The Legend of Zelda: Tears of the Kingdom Nintendo 64 N64 Demake
The Legend of Zelda: Tears of the Kingdom is the sequel to Nintendo’s The Legend of Zelda: Breath of the Wild, and it’s scheduled to hit the Switch on May 12, 2023. One gamer, who goes by ‘Jackarte’, was a big fan of the N64 back in the late 90s and created a trailer showing what this sequel might look like on the last major home console to use cartridges.

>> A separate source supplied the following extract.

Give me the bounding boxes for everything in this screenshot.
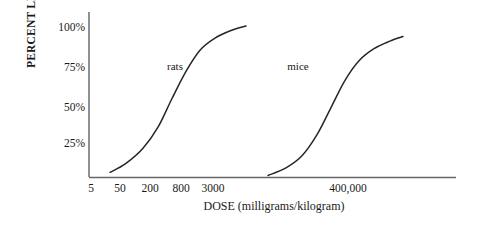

When it was first released back in 1996, the N64 was ahead of its team, powered by a 64-bit NEC VR4300 CPU with a clock rate of 93.75 MHz and a performance of 125 MIPS. It had power similar to Intel’s Pentium processors found in desktop computers, and aside from its narrower 32-bit system bus, the VR4300 retained the computational abilities of the more powerful 64-bit MIPS R4300i.

Nintendo Switch (OLED model) with White Joy-Con
  • Vivid 7” OLED screen
  • Local co-op, online, and local wireless multiplayer
  • 64 GB internal storage (a portion of which is reserved for use by the system)


The N64 was one of the first consoles to integrate a unified memory subsystem rather than having separate banks of memory for CPU, audio, and video operations. It featured 4 megabytes of Rambus RDRAM, expandable to 8 MB with the Expansion Pak. This technology was quite new at the time and offered Nintendo a way to provide a large amount of bandwidth for a relatively low cost. NEC’s Reality Coprocessor or the CPU processed audio and outputted it to a DAC with up to 48.0 kHz sample rate.

Author

A technology, gadget and video game enthusiast that loves covering the latest industry news. Favorite trade show? Mobile World Congress in Barcelona.